But the result felt magical at the time, and Print Shop banners became a tech-fueled cultural experience unique to that time period. If you went to school in the U.S. in the 1980s, it’s likely that you saw at least one tractor-feed Print Shop banner hanging on your schoolroom wall at some point.
How to Run “The Print Shop” Today
Over the years, The Print Shop continued to iterate and gain new features, eventually becoming a sort of InDesign-lite with some Photoshop elements thrown in, and customers kept coming: By 2001, The Print Shop series had sold over 10 million copies for various platforms.
Today, The Print Shop product line still exists, and it’s sold by Encore, which owns the rights to the Brøderbund name and “The Print Shop.” It’s no longer the menu-driven program that it once was and some reviews aren’t stellar, but if you want to pay modern homage to the past, you can get Print Shop Deluxe 23.1 for $69.99 on their website.
But we suspect that you didn’t read this to find the modern incarnation of The Print Shop. If you’d like to tinker around with the original 1984 Apple II version, you can run it in your browser thanks to the Internet Archive. Sadly, you can’t print from that version, but you can get a feel for the intuitive menu system and browse some of the graphics.

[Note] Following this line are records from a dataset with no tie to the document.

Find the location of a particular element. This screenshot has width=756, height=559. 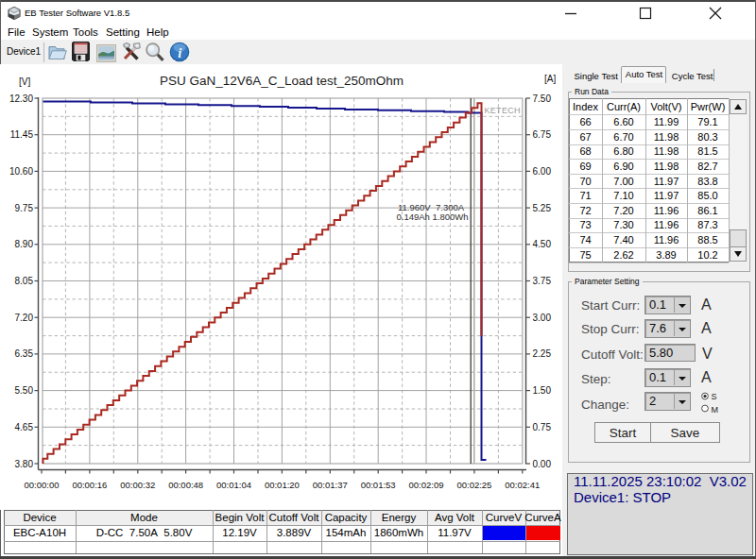

svg-text: M is located at coordinates (715, 410).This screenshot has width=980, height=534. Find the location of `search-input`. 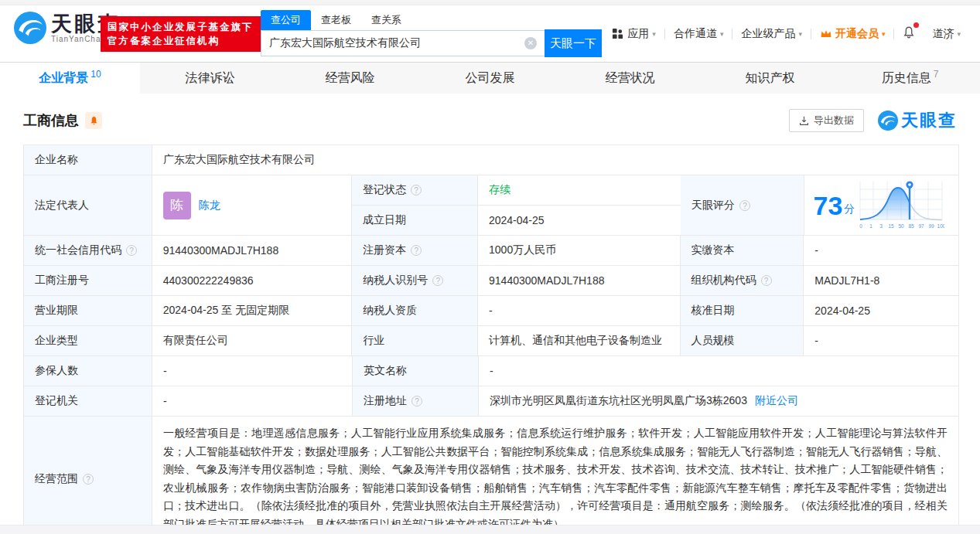

search-input is located at coordinates (393, 43).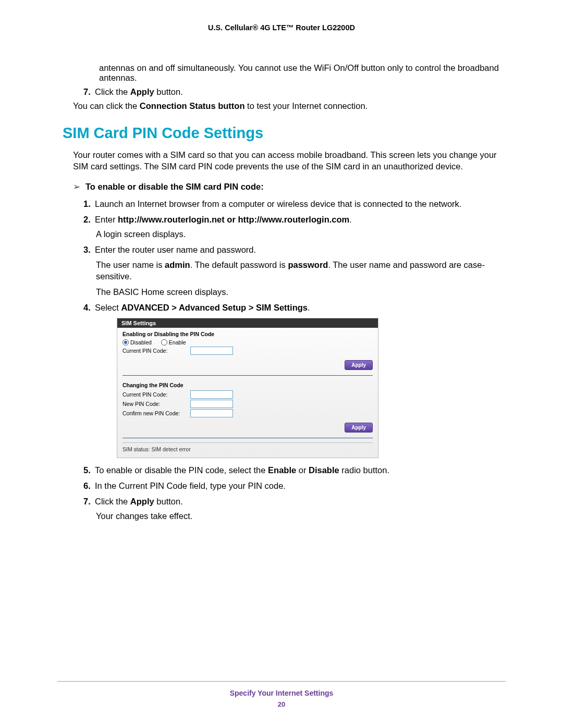  What do you see at coordinates (141, 342) in the screenshot?
I see `disabled-label: Disabled` at bounding box center [141, 342].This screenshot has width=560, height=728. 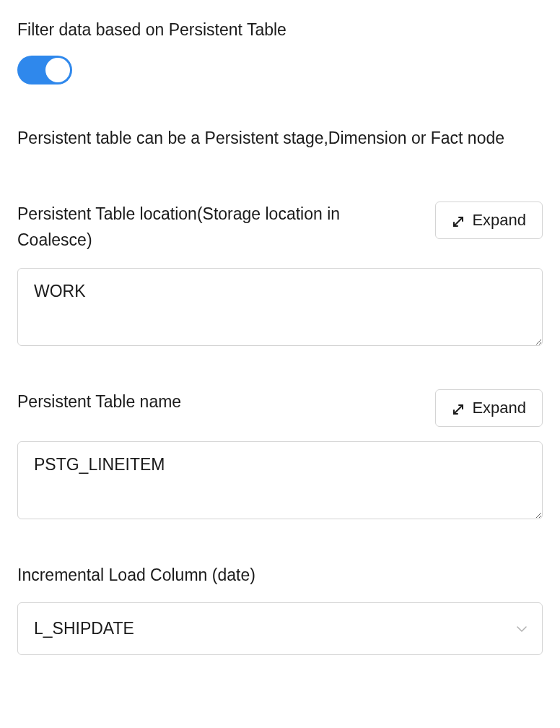 I want to click on toggle-knob, so click(x=58, y=70).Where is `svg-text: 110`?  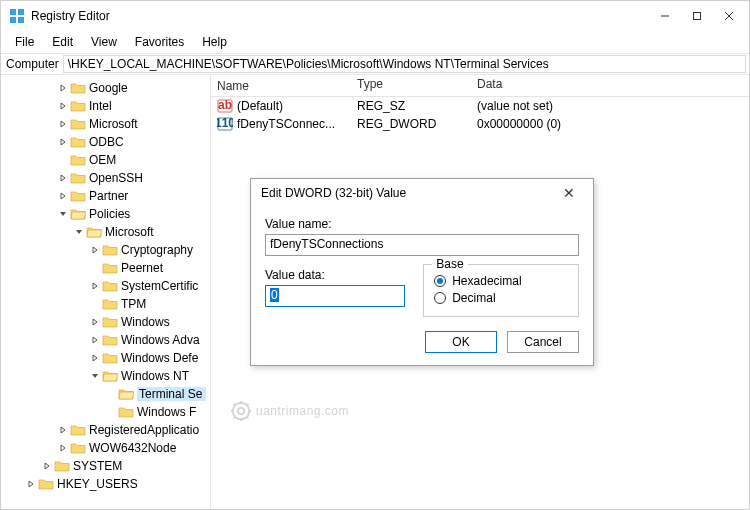
svg-text: 110 is located at coordinates (225, 123).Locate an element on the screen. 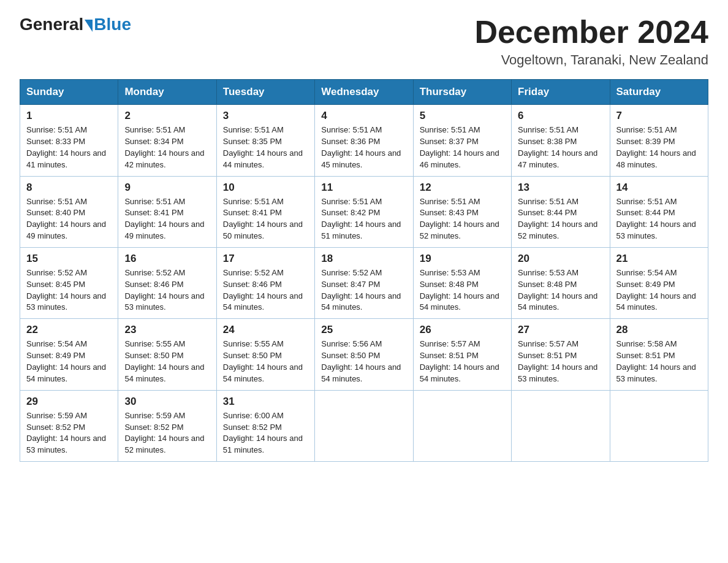 This screenshot has width=728, height=563. logo-general-text: General is located at coordinates (51, 25).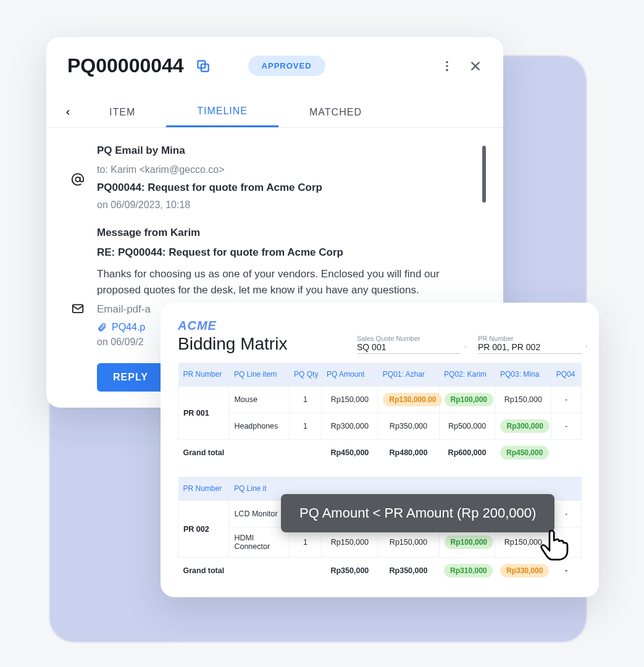 This screenshot has height=667, width=644. Describe the element at coordinates (259, 400) in the screenshot. I see `cell-item: Mouse` at that location.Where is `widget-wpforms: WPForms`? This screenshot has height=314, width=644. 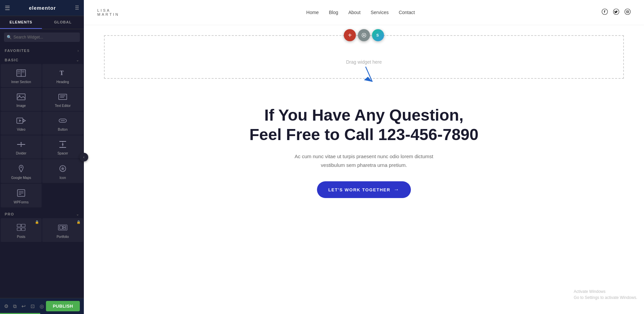
widget-wpforms: WPForms is located at coordinates (21, 196).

If you do want to make a vintage banner or greeting card from The Print Shop, you can run the Micro M8 Apple II emulator with a disk image of The Print Shop on Mac or PC, and then print to an emulated dot matrix printer that outputs as a PDF file. It takes some tinkering, but the results can be printed out and taped together to simulate a vintage 1980s dot-matrix banner. Have fun!